I already dedicated to Luchino Visconti’s Il Gattopardo (The Leopard) an extensive post a while back, but I feel it’s worth celebrating it a little bit more since tonight the film will be screened again in the “Classics” section of the Cannes Film Festival (hurray!).
Last year the festival paid homage to another film by Visconti, Senso, but I’m particularly happy to see The Leopard being rediscovered again this year, since I think it’s a wonderful film and a feast for the eyes, apart from being also one of the most perfect achievements from a fashion and costume design point of view.
I find extremely silly all the hype about fashion and film surrounding commercial movies like Sex and the City 2.
In fact, I don’t think there is any costume design skill in filling up a set with designer clothes and accessories, especially when they are used to advertise your position as “creative consultant” (don’t make me laugh…) of a fashion house's "Heritage" line".
Real costume design skills come from research, quality, attention to details and craftsmanship, and do not have anything to do with product placement.
This is the first lesson costume design students should be taught and this is the main lesson that Visconti’s The Leopard still teaches.
I already focused on the Garibaldini uniforms in that first post on the film, so I’m just going to expand that post a little bit further here, briefly focusing on other costumes and on the connections the film has with art.
Let's start from the scene in which the family arrives in Donnafugata: all the main colours chosen for the dresses of the female characters in these scenes are rather dusty, almost opaque.

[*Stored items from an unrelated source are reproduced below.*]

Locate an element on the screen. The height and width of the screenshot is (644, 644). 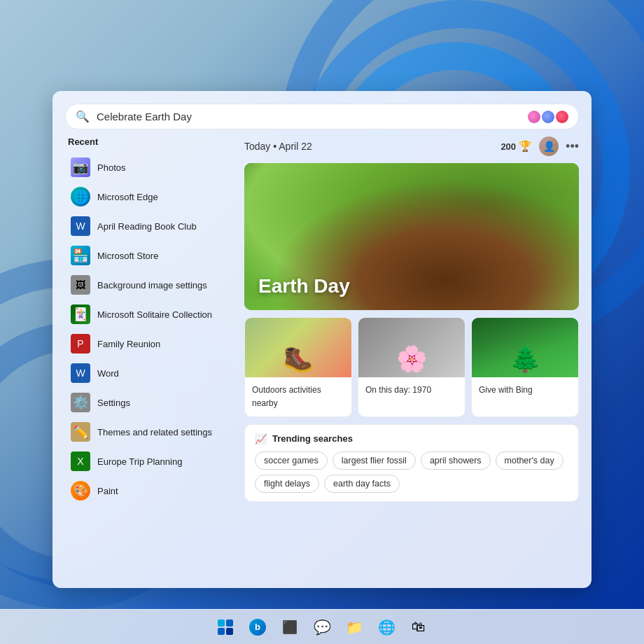
card-body-givebing: Give with Bing is located at coordinates (525, 391).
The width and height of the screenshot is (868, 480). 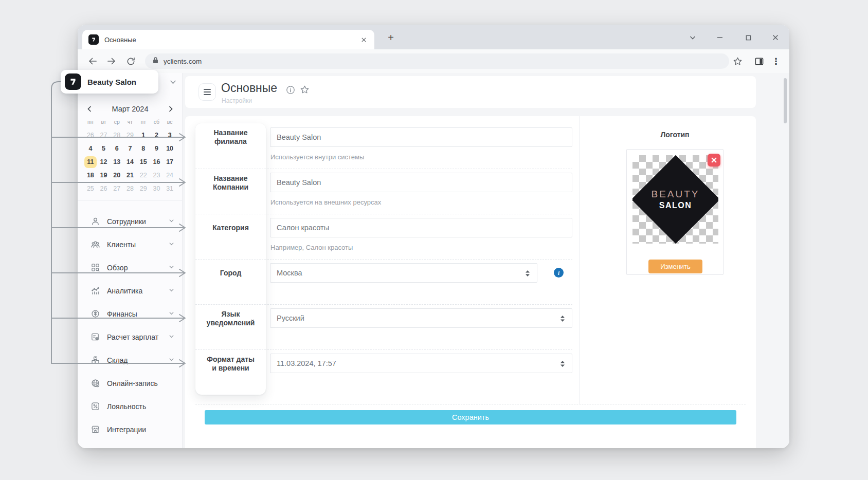 What do you see at coordinates (785, 101) in the screenshot?
I see `scrollbar-thumb` at bounding box center [785, 101].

Tosi opted for example for a puce shade for Princess Maria Stella Salina (actress Rina Morelli)’s dress, matched with a black alpaca "burnus" decorated with ivory embroideries, while Mrs Arena, the farmer’s wife, wore a plum coloured dress.
The dusty nuances were cleverly used here to symbolise that a chapter in the history of Sicily was closing down and a new era was going to begin soon (costume/fashion design students pay attention to the symbolism dusty shades can add to your creations...).

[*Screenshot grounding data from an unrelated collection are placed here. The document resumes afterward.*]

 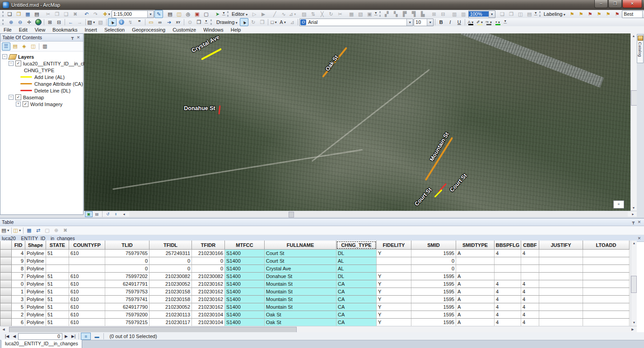 I want to click on cell: 2, so click(x=19, y=315).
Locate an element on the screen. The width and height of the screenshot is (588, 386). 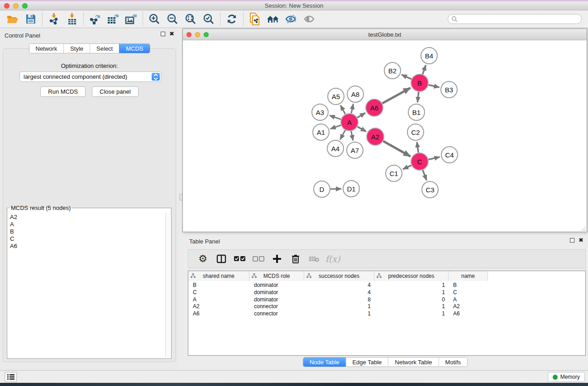
graph-node-D: D is located at coordinates (322, 189).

In this scene characterised by rather oppressive nuances, costume designer Piero Tosi imagined also a girl dressed in white and made various experiments picking different samples of fabric and literally torturing tailor Umberto Tirelli while looking for a shade of white that could have somehow symbolised the rise of the middle classes without being too elegant.
Choice fell in the end on a white raw étamine fabric, decorated with a geometrical soutache applique that called to mind the motifs of the Second Empire.
A whitish shade was also the main colour Tosi chosen for Claudia Cardinale’s iconic ball dress, explored in my previous post.
In that post, though, I didn’t mention the fact that, in the eponymous novel by Giuseppe Tomasi di Lampedusa on which the film is based, the author described the ball gown as pink and matched with long gloves.
This was historically incorrect and shows you how writers aren’t always right in their historical representations when it comes to clothes (fingerless gloves were popular at the time, like the ones Cardinale wears in the first image in this post).
Tosi knew that pink wouldn't have suited actress Claudia Cardinale and came up with three different dresses, one in pale blue, one in white and the last one in a sort of mother-of-pearl shade (think a crossover between yellow and pale blue).
The final choice fell on the latter, but the most interesting thing about this dress stood in its construction. Though voluminous, the dress was very light and Tirelli did a great job linking the crinoline and the skirt together so that, during the ball, the entire dress moved with the actress who wore it, creating a sort of effortlessly sliding movement (genius!).
The entire ball scene lasted something like 4 hours and was later on edited to 44 minutes (unfortunately, all the material was lost - simply criminal...).
The extremely long shoot meant costume designers and make up artists always had be ready on the set to make sure the 300 extras looked immaculately spotless, even in the high temperatures and the oppressing atmosphere that surrounded them with thousands of candles burning and cakes melting.
As it happened for Senso, some of the scenes and the colours used in The Leopard were lifted from the paintings of the "macchiaioli".
The costumes of the female characters and the way they moved in the film, especially in the scenes shot around Villa Salina and in Donnafugata, call to mind the scenes portrayed in Silvestro Lega’s "L’elemosina" (Charity) and Vito d’Ancona’s "Signora in giardino" (Lady in the Garden).
Telemaco Signorini’s "Pescivendole a Lerici" (Fisherwomen in Lerici) and Vincenzo Cabianca’s "La filatrice" (The Spinner) provided the colours and atmospheres for the scenes with humbler protagonists and settings.
Giovanni Fattori’s "Episodio della battaglia del Volturno (Porta Capua)" (Episode from the Volturno Battle - Porta Capua) inspired instead the sequences featuring the Garibaldini entering Palermo.
Alain Delon stated that, while he doesn’t like watching again his films to avoid feeling nostalgic, he will gladly do an exception for Claudia Cardinale and The Leopard.
I guess an exception is definitely due in the case of The Leopard, also for the amazing costumes courtesy of wizards Piero Tosi and Umberto Tirelli.